They call me Chaska. I am Akíčhita—a man trusted to help keep order, protect the camp, and scout the way ahead. My work is often quiet: watchfulness, responsibility, and making sure our people can live in peace.
“Mitákuye Oyás’iŋ” — all my relations. We live with respect for the buffalo, the river, the wind, and the earth. A strong person does not take more than is needed, and does not speak proudly unless he has earned it.
Where & Who
I am Lakota, part of the great circle of the Očhéthi Šakówiŋ. Our life follows the seasons—moving with the buffalo, finding good water, and choosing camp places that keep families safe.
- People: Lakota (Očhéthi Šakówiŋ)
- Homelands: western Dakota Territory and the plains near the Black Hills
- Camp life: families, elders, children, and relatives—everyone has a place
- Daily truth: water, weather, and good judgment matter as much as strength
Responsibilities
An Akíčhita helps keep good order. That can mean night watch, horse guarding, or guiding people safely when the camp moves. It can also mean stepping in early—before anger becomes a fight.
- Support leaders’ decisions and protect the peace of the camp
- Guard horses and watch the edges of camp—especially at night
- Scout routes ahead and report what I see clearly and honestly
- Help organize hunts so families have food for winter
Daily Skills
Our land speaks if you pay attention. Tracks tell you who passed and how long ago. Wind tells you where scent goes. Clouds tell you whether you have hours—or minutes—before weather changes your plans.
- Reading sign: tracks, broken grass, bird calls, smoke, and shadows
- Weather sense: wind shifts, storm edges, and safe shelter places
- Hunt signals: hand signs and rider spacing so a hunt stays controlled
- Night watch: quiet movement, listening, and steady attention
Values
Strength without respect becomes trouble. A good person protects the young, honors elders, shares when others are hungry, and stays humble—because the world is bigger than any one man.
- Courage: not loud—steady
- Generosity: sharing food and help strengthens the people
- Loyalty: to family, relatives, and the camp
- Respect: for elders and for all living things
Gear & Traditions
What we carry must earn its place. A horse, a blanket, and a few tools can mean the difference between safety and hardship. Before a hunt, we prepare our minds as well as our bodies.
- Weapons: bow and lance; later, some men use rifles
- Horse: trained, trusted, and cared for like a relative
- Practice: prayer and quiet focus before difficult work
- Camp life: cooking, hide work, and sharing duties among relatives
What is an Akíčhita?
It is not just a title. It is a responsibility. An Akíčhita is trusted to act for the good of the people—keeping order, protecting the camp, and doing hard tasks without seeking attention.
- Chosen from those known to be reliable and disciplined
- Acts as camp police, scout, and helper to leaders
- Expected to be calm under pressure
- Works so families can live safely and peacefully
How a Scout Thinks
When I scout, I do not look for one thing. I look for how everything fits together — the land, the wind, the animals, and the way people move when they believe no one is watching. A scout is not only eyes. He is patience.
I start with the wind. Wind tells you what carries toward you and what carries away. It tells you where smoke will drift, where scent will travel, and whether a hidden thing will announce itself before you ever see it.
Then I read the ground. Tracks are not just footprints — they are a story written in dust and grass. The weight of a step, the depth of a hoof, the direction of a broken stem, the shine of fresh dirt. Even silence is a sign. When birds go quiet all at once, something has changed.
What I watch first
- Wind: direction, strength, sudden shifts
- Water: where it is, how clean it is, who has used it
- Sky: storm edges, light changes, distant rain
- Animals: where they feed, how they react, what they avoid
What the ground tells me
- Freshness: crisp track edges or softened by time
- Speed: walking, trotting, running, or dragging
- Load: heavier steps, deeper prints, uneven stride
- Direction: purpose or wandering — the difference matters
How I move
- Stay low on ridges — the sky behind you gives you away
- Use draws and folds of land for cover
- Stop often — motion is what the eye catches first
- Touch nothing you don’t need to touch
What I report back
- Truth: not guesses, not stories
- Distance: how far, how long to reach
- Risk: weather, water, difficult ground
- Best path: the safest way, not the quickest
“Courage, order, and care for our people — this is the Akíčhita way.”
A quiet moment — looking over the village
When the day’s work is done, I like to stand where I can see the whole camp: smoke rising from the cooking fires, children laughing, horses shifting in the grass, and relatives moving between lodges. From a distance, you can feel how a village breathes—like one body made of many lives.
It reminds me why order matters. Not order for pride, but order for protection. A safe camp means families sleep. Elders rest. Hunters wake strong. The people can move with confidence, not fear.
And when the wind comes down from the hills, I remember Mitákuye Oyás’iŋ. The land is not a thing we own. It is a relation. If you listen long enough, it teaches you how to live.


Quote exactly, and only, the lines of the material below from the line with "In order to click on span: #企業ストーリー" through the line with "pyautogui.click(x=<x>, y=<y>)".
____________
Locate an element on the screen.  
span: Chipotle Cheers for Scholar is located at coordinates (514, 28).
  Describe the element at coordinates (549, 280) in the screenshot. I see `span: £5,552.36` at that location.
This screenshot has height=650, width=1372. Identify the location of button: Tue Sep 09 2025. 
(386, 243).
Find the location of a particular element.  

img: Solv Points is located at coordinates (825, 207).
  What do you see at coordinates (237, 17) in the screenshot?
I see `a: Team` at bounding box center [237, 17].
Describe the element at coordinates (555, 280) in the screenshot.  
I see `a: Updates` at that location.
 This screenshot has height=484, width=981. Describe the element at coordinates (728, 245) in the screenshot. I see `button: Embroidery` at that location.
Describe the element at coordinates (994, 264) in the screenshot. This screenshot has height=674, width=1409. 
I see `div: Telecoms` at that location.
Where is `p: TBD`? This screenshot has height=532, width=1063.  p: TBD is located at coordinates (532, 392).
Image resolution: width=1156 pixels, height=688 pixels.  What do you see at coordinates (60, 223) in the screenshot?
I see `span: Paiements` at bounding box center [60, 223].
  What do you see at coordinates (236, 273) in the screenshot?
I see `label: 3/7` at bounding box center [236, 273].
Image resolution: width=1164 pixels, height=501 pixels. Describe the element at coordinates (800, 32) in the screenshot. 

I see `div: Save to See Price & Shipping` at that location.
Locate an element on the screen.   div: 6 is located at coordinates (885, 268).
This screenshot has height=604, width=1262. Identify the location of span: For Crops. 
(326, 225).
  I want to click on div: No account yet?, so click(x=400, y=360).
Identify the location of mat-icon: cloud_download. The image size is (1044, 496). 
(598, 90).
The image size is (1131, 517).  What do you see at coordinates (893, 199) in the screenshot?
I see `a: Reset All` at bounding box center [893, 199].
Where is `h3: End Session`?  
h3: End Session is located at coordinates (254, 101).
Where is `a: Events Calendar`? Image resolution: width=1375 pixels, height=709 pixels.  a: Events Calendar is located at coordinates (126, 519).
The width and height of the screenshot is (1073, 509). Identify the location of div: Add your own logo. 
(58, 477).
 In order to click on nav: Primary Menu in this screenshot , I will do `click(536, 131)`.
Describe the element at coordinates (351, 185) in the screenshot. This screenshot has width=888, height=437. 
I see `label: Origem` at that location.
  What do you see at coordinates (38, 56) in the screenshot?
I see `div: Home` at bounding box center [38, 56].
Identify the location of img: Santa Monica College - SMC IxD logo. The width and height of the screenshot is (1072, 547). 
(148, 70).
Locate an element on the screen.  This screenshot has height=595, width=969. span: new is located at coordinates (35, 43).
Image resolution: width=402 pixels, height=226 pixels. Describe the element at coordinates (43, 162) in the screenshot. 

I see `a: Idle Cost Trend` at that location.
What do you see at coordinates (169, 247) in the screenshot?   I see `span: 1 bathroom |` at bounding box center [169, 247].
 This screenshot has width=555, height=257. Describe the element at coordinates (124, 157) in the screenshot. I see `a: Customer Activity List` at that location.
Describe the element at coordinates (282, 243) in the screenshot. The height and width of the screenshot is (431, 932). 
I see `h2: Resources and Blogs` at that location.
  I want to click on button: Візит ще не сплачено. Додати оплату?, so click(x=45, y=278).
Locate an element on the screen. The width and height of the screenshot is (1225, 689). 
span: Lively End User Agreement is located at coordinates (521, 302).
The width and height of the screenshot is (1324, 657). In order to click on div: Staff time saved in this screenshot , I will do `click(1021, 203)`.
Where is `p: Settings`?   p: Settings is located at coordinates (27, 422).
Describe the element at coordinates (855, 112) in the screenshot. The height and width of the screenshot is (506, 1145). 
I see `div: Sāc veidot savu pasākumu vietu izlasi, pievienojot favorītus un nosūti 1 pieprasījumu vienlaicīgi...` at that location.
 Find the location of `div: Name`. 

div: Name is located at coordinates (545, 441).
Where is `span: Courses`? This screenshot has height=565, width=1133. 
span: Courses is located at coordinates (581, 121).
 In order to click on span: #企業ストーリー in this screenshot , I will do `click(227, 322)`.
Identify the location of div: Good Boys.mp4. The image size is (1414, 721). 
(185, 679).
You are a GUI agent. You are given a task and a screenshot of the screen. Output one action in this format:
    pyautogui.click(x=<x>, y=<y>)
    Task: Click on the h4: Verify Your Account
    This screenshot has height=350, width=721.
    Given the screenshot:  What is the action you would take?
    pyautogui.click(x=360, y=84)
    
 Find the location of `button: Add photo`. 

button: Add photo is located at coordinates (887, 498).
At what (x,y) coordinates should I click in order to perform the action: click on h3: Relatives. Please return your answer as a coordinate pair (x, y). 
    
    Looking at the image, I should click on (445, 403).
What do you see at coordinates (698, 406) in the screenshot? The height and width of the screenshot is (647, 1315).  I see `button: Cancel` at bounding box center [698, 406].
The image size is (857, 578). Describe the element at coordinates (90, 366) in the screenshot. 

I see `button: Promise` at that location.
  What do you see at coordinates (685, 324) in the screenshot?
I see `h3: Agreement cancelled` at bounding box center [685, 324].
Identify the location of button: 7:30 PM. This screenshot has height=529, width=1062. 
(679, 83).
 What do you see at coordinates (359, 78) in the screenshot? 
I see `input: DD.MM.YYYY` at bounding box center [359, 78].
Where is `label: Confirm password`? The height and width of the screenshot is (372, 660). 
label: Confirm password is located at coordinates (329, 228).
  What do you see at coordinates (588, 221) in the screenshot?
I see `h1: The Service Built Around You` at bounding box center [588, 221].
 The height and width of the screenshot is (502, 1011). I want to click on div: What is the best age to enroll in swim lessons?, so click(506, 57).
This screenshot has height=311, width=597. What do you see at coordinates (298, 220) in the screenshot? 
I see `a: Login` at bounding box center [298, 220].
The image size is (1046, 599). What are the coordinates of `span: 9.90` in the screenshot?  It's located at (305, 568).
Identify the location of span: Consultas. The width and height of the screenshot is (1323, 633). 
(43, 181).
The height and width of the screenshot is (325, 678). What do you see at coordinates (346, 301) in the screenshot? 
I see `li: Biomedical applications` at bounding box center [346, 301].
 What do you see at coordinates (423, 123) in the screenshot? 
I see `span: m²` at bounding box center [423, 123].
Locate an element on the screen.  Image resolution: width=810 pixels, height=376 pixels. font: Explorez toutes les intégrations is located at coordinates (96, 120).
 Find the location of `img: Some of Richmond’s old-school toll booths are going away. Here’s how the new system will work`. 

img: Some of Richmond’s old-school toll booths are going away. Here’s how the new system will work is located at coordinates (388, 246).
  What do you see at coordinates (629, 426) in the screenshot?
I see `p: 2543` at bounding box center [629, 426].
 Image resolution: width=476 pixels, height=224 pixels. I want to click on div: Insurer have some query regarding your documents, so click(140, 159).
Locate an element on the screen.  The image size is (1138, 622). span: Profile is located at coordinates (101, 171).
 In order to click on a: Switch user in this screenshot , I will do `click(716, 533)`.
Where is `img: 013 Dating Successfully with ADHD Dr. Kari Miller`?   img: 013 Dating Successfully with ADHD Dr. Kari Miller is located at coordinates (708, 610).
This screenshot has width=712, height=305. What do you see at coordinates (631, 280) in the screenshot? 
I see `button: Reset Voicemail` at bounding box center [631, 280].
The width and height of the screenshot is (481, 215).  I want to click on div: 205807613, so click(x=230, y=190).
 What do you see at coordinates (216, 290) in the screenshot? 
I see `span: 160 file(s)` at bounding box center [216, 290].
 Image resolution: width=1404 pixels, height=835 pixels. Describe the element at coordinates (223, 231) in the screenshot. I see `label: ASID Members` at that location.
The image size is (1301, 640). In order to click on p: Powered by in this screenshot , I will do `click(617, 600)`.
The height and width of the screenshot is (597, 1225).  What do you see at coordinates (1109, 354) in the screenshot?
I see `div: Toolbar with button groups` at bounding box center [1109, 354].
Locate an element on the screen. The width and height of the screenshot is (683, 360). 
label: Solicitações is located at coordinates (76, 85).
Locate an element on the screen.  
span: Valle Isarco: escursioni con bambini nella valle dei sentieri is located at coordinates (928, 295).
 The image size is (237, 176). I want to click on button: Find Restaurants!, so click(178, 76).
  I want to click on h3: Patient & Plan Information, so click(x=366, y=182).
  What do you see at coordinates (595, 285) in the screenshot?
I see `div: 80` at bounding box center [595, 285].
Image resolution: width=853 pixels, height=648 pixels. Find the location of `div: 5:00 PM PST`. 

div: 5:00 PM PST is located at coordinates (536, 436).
____________
- EXERCISE ANSWER
 In order to click on span: #企業ストーリー in this screenshot , I will do `click(227, 322)`.
Identify the location of div: Good Boys.mp4. The image size is (1414, 721). 
(185, 679).
You are a GUI agent. You are given a task and a screenshot of the screen. Output one action in this format:
    pyautogui.click(x=<x>, y=<y>)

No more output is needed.